Archives of Physical Medicine & Rehabilitation, 72, 465-468.

19. Mentis, M.M. & Prutting, C.A. (1991) Analysis of topic as illustrated in a head-injured and a normal adult. Journal of Speech & Hearing Research, 34, 583-595.

20. Damico, J.S. (1985) Clinical discourse analysis: A functional approach to language assessment. In C.S. Simon (Ed.) Communication Skills and Classroom Success. London: Taylor & Francis, pp. 165-203.

21. Nicholas, L.E. & Brookshire, R.H. (1993) A system for scoring main concepts in the connected speech of non-brain-damaged and aphasic speakers. Clinical Aphasiology, 21, 87-99.

22. McGann & Werven (1995) Social competence and head injury: a new emphasis. Brain Injury, 9, 93-102.

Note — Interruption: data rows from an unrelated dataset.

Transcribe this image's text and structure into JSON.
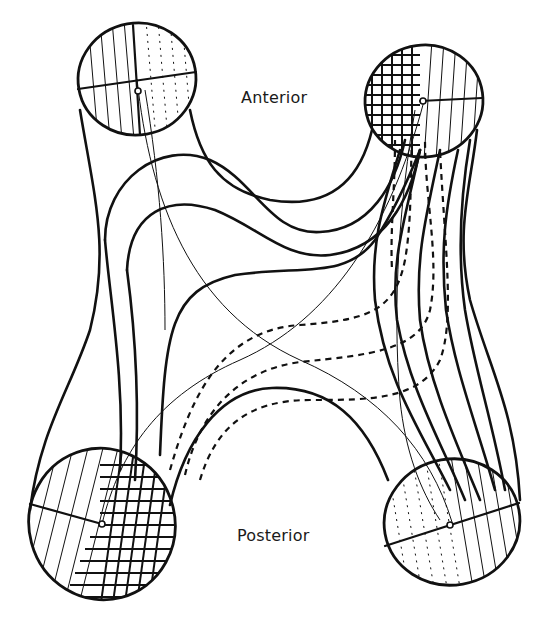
{
  "diagram": {
    "labels": {
      "anterior": "Anterior",
      "posterior": "Posterior"
    },
    "structure": "H-shaped four-limbed outline with circular cross-sections at each end",
    "cross_sections": [
      {
        "id": "top-left",
        "position": "anterior-left",
        "fill": "vertical hatch with dotted lines, quartered by crosshair"
      },
      {
        "id": "top-right",
        "position": "anterior-right",
        "fill": "dense crosshatch grid on left half, vertical hatch on right half"
      },
      {
        "id": "bottom-left",
        "position": "posterior-left",
        "fill": "dense crosshatch grid on right half, diagonal hatch on left half"
      },
      {
        "id": "bottom-right",
        "position": "posterior-right",
        "fill": "vertical hatch with dotted lines, quartered by crosshair"
      }
    ],
    "line_styles": [
      "solid thick",
      "solid thin",
      "dashed"
    ],
    "colors": {
      "ink": "#111111",
      "background": "#ffffff"
    }
  }
}
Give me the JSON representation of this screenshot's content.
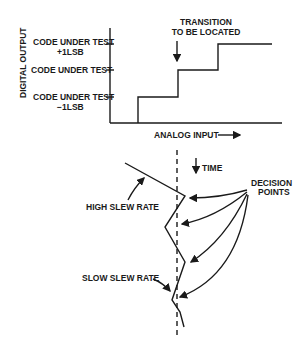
{
  "top_chart": {
    "y_axis_label": "DIGITAL OUTPUT",
    "x_axis_label": "ANALOG INPUT",
    "levels": [
      {
        "line1": "CODE UNDER TEST",
        "line2": "+1LSB"
      },
      {
        "line1": "CODE UNDER TEST",
        "line2": ""
      },
      {
        "line1": "CODE UNDER TEST",
        "line2": "−1LSB"
      }
    ],
    "annotation_line1": "TRANSITION",
    "annotation_line2": "TO BE LOCATED"
  },
  "bottom_diagram": {
    "time_label": "TIME",
    "high_slew_label": "HIGH SLEW RATE",
    "slow_slew_label": "SLOW SLEW RATE",
    "decision_line1": "DECISION",
    "decision_line2": "POINTS"
  },
  "colors": {
    "ink": "#1a1a1a",
    "background": "#ffffff"
  }
}
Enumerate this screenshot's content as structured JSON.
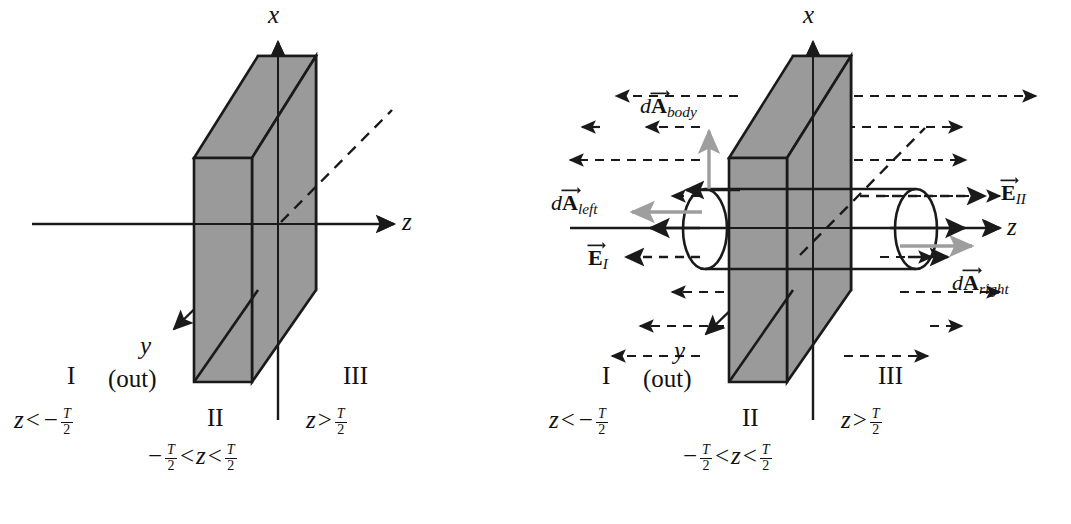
{
  "figure": {
    "type": "physics-diagram",
    "colors": {
      "slab_fill": "#9a9a9a",
      "outline": "#1a1a1a",
      "gray_vector": "#9e9e9e",
      "background": "#ffffff"
    }
  },
  "panels": [
    {
      "id": "left",
      "name": "slab-geometry-panel",
      "axes": {
        "x": "x",
        "y": "y",
        "z": "z",
        "y_note": "(out)"
      },
      "regions": [
        {
          "numeral": "I",
          "condition_plain": "z < -T/2",
          "z_symbol": "z",
          "op": "<",
          "sign": "−",
          "num": "T",
          "den": "2"
        },
        {
          "numeral": "II",
          "condition_plain": "-T/2 < z < T/2"
        },
        {
          "numeral": "III",
          "condition_plain": "z > T/2",
          "z_symbol": "z",
          "op": ">",
          "sign": "",
          "num": "T",
          "den": "2"
        }
      ],
      "region_II_detail": {
        "sign": "−",
        "num1": "T",
        "den1": "2",
        "op1": "<",
        "z_symbol": "z",
        "op2": "<",
        "num2": "T",
        "den2": "2"
      }
    },
    {
      "id": "right",
      "name": "gauss-cylinder-panel",
      "axes": {
        "x": "x",
        "y": "y",
        "z": "z",
        "y_note": "(out)"
      },
      "vectors": [
        {
          "name": "dA-body-label",
          "lead": "d",
          "bold": "A",
          "sub": "body",
          "color": "#9e9e9e",
          "direction": "up"
        },
        {
          "name": "dA-left-label",
          "lead": "d",
          "bold": "A",
          "sub": "left",
          "color": "#9e9e9e",
          "direction": "left"
        },
        {
          "name": "dA-right-label",
          "lead": "d",
          "bold": "A",
          "sub": "right",
          "color": "#9e9e9e",
          "direction": "right"
        },
        {
          "name": "E-I-label",
          "lead": "",
          "bold": "E",
          "sub": "I",
          "color": "#1a1a1a",
          "direction": "left"
        },
        {
          "name": "E-II-label",
          "lead": "",
          "bold": "E",
          "sub": "II",
          "color": "#1a1a1a",
          "direction": "right"
        }
      ],
      "regions": [
        {
          "numeral": "I",
          "condition_plain": "z < -T/2",
          "z_symbol": "z",
          "op": "<",
          "sign": "−",
          "num": "T",
          "den": "2"
        },
        {
          "numeral": "II",
          "condition_plain": "-T/2 < z < T/2"
        },
        {
          "numeral": "III",
          "condition_plain": "z > T/2",
          "z_symbol": "z",
          "op": ">",
          "sign": "",
          "num": "T",
          "den": "2"
        }
      ],
      "region_II_detail": {
        "sign": "−",
        "num1": "T",
        "den1": "2",
        "op1": "<",
        "z_symbol": "z",
        "op2": "<",
        "num2": "T",
        "den2": "2"
      },
      "field_lines": {
        "count_pairs": 8,
        "style": "dashed",
        "left_direction": "left",
        "right_direction": "right"
      }
    }
  ]
}
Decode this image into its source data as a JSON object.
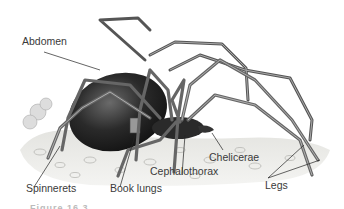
{
  "figure": {
    "labels": {
      "abdomen": "Abdomen",
      "chelicerae": "Chelicerae",
      "cephalothorax": "Cephalothorax",
      "spinnerets": "Spinnerets",
      "book_lungs": "Book lungs",
      "legs": "Legs"
    },
    "caption_partial": "Figure 16.3"
  },
  "colors": {
    "label_text": "#3a3a3a",
    "leader_line": "#222222",
    "body_dark": "#1e1e1e",
    "leg_fill": "#8a8a8a",
    "ground": "#d8d8d4"
  }
}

23. Snow, P., Douglas, J., & Ponsford, J. (1998) Conversational discourse abilities following severe traumatic brain injury: a follow-up study.
Brain Injury, 12, 911-935.

24. Kearns, K.J. (1990) Procedures and measures. In L.B. Olswang, C.K. Thompson, S.F. Warren, and N.J. Minghetti (Eds.) Treatment Efficacy Research in Communication Disorders (American Speech-Language-Hearing Foundation, Maryland, MD), 79-80.

25. Gerratt, B.R., Kreiman, J., Antonanzas-Barroso, N., & Berke, G.S. (1993) Comparing internal and external standards in voice quality judgments.
Journal of Speech & Hearing Research, 36, 14-20.